This Strange Headset Lets You Interact with Digital Devices Simply By Reading Your Mind

Researchers at MIT have developed a headset that can read the words you’re picturing in your mind so that you can interact with digital devices and virtual assistants, like Siri and Alexa, without actually speaking.

When you think about saying a word, your brain sends signals to your face muscles to prepare them for the upcoming vocalization. The device works by reading these so-called sub-vocalizations, otherwise known as “silent speech.”

Electrodes in the headset track these neuromuscular signals in the jaw and face. They are then deciphered by a machine-learning system—which has been taught to associate certain signals with certain words—and sent to a connected device as a set of instructions.

The MIT researchers presented a paper describing the device, known as AlterEgo, at the Association for Computing Machinery’s ACM Intelligent User Interface 2018 conference in Japan.

The motivation for creating AlterEgo was to develop an “intelligence-augmentation device,” according to Arnav Kapur, project lead researcher from the MIT Media Lab.

MIT-Silent-Speech_0 Arnav Kapur, a researcher at the MIT Media Lab, demonstrates the AlterEgo device. Lorrie Lejeune/MIT

"Our idea was: Could we have a computing platform that's more internal, that melds human and machine in some ways and that feels like an internal extension of our own cognition?" he said in a press release.

AlterEgo also includes bone-conduction headphones that transmit sound through the bone of the skull, rather than through the ears, enabling the wearer to receive audio from a connected device, while still being able to hear the world around them.

Getting the device to understand speech involves teaching the machine-learning system to associate certain neuromuscular signals with certain words. So the team asked volunteers to wear the device while carrying out simple tasks that only required a limited vocabulary of around 20 words. For example, in one task, a user was asked to report chess moves by issuing subvocal commands.

At present, the prototype is still in its early stages, and so its comprehension is still limited. However, the more training it undergoes, the more advanced the system will become. The researchers hope that it will soon be able to understand full conversations.

Once this is achieved, the device could potentially be used by people to communicate with each other without speaking, using only the power of thought. Aside from consumer products, this could make the technology useful for communication in high-noise environments or situations where being silent is necessary. It may also be able to enable those who are unable to speak, for various medical reasons, to communicate.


Work order: Among the entries below, copy every line that carries the word "heading".

(Extracts from a graphics dataset)
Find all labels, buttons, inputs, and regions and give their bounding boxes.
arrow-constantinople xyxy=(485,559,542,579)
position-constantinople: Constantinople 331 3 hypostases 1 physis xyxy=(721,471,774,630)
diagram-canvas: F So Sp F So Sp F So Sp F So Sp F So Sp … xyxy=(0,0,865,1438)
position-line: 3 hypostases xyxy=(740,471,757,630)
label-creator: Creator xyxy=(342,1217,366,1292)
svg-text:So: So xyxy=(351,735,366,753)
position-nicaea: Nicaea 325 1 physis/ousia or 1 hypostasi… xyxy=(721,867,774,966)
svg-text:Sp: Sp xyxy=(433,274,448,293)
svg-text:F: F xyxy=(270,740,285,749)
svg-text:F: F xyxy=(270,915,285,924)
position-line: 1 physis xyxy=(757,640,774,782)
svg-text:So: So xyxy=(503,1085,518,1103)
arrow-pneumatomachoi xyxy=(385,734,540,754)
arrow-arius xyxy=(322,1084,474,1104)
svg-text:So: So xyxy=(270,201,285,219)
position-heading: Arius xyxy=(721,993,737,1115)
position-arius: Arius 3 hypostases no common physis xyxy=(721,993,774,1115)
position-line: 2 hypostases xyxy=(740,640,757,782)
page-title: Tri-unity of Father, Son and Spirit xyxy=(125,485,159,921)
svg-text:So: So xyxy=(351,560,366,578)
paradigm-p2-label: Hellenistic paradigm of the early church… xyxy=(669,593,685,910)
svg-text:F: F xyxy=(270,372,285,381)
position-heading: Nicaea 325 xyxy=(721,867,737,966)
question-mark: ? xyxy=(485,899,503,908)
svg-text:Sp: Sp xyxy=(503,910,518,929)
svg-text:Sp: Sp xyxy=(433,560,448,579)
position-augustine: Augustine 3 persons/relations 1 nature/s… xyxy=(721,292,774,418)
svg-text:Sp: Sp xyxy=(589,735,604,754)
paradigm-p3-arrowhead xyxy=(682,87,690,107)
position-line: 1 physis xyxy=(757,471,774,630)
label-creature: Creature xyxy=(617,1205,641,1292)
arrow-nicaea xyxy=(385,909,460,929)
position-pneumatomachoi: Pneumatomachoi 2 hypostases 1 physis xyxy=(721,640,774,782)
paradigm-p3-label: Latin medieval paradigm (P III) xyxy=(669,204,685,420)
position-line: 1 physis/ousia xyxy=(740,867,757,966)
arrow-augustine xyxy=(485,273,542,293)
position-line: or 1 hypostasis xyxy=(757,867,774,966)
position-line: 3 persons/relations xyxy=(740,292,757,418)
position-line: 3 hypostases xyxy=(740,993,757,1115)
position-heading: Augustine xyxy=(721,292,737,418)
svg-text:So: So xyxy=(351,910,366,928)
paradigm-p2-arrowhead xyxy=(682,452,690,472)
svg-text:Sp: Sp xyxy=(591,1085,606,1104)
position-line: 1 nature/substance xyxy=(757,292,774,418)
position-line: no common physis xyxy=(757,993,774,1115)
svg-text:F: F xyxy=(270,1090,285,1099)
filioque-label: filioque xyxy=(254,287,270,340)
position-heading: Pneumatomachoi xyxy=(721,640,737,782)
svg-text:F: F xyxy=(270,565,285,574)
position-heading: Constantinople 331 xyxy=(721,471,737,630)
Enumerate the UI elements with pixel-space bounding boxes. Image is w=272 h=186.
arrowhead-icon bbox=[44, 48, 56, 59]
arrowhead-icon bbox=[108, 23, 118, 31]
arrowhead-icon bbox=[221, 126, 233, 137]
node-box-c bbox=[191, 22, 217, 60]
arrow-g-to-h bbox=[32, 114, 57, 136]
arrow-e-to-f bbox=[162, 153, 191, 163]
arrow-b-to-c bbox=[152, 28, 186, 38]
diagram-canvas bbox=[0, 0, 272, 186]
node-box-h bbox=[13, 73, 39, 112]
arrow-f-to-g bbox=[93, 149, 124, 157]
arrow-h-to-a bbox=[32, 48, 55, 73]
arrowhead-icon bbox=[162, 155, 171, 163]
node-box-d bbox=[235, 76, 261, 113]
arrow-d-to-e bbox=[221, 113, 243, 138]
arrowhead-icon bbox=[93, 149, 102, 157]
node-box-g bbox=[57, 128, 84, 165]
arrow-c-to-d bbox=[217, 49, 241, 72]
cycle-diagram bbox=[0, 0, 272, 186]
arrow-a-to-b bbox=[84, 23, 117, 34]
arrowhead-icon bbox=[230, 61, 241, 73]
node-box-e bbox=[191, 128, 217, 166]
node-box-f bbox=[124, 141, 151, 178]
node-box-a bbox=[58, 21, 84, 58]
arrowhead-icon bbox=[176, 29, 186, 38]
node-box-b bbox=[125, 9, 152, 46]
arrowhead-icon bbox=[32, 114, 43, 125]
* * *
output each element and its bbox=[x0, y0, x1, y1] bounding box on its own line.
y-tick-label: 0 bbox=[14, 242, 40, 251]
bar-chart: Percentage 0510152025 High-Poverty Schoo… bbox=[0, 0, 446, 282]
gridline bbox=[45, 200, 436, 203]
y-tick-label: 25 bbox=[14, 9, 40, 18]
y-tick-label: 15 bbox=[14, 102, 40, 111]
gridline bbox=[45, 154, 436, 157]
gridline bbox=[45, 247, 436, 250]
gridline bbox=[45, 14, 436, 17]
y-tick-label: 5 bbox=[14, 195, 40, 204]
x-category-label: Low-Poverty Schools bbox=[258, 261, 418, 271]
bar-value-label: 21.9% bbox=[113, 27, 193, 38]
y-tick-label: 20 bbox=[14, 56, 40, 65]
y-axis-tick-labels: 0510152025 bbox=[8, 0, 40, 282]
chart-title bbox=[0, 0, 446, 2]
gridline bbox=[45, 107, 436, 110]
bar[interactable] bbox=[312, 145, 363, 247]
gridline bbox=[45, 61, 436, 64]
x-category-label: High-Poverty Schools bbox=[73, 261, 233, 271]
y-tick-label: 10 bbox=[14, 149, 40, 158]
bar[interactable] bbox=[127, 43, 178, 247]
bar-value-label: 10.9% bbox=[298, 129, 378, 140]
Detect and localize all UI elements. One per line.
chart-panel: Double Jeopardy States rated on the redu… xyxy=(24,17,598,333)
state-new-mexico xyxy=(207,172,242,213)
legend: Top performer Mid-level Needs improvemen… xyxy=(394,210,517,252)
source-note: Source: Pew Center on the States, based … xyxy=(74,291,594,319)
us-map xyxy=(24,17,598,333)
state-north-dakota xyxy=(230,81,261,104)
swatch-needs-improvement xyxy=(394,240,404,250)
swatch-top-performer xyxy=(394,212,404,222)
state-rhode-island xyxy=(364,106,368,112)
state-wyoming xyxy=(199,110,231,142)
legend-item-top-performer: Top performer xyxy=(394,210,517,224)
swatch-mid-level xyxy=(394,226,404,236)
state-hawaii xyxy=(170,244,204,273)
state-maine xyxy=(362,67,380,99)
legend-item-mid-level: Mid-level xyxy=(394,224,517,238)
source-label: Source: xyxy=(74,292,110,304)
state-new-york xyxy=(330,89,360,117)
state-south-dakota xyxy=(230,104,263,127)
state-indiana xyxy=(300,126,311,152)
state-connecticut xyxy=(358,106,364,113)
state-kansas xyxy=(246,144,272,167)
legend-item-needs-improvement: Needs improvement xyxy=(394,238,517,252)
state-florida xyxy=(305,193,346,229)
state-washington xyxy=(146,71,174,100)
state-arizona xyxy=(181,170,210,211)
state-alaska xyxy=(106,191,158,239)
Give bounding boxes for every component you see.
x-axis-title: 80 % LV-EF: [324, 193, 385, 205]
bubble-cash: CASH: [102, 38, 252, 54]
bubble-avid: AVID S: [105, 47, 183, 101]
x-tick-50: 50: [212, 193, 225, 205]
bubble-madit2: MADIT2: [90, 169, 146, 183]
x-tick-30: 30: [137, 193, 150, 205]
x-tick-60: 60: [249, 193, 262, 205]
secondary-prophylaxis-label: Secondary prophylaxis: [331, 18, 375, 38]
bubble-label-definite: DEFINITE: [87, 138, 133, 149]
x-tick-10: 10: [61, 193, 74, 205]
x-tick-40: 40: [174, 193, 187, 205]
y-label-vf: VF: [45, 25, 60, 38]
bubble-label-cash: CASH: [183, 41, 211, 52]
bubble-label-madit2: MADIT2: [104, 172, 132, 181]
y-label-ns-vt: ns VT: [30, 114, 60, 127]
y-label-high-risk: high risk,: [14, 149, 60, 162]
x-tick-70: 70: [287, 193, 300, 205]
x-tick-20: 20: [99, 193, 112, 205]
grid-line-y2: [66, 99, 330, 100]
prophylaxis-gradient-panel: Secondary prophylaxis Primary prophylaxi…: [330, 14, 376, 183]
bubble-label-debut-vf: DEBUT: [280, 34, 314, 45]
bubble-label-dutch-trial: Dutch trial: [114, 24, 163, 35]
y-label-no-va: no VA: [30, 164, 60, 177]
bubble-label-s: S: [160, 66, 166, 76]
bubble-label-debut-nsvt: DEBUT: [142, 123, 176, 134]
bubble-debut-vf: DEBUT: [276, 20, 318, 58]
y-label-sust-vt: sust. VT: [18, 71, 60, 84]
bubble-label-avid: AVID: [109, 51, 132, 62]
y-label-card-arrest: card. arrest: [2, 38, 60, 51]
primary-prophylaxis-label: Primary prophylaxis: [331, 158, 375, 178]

Exercise answer:
position-heading: Arius xyxy=(721,993,737,1115)
position-heading: Nicaea 325 xyxy=(721,867,737,966)
position-heading: Augustine xyxy=(721,292,737,418)
position-heading: Pneumatomachoi xyxy=(721,640,737,782)
position-heading: Constantinople 331 xyxy=(721,471,737,630)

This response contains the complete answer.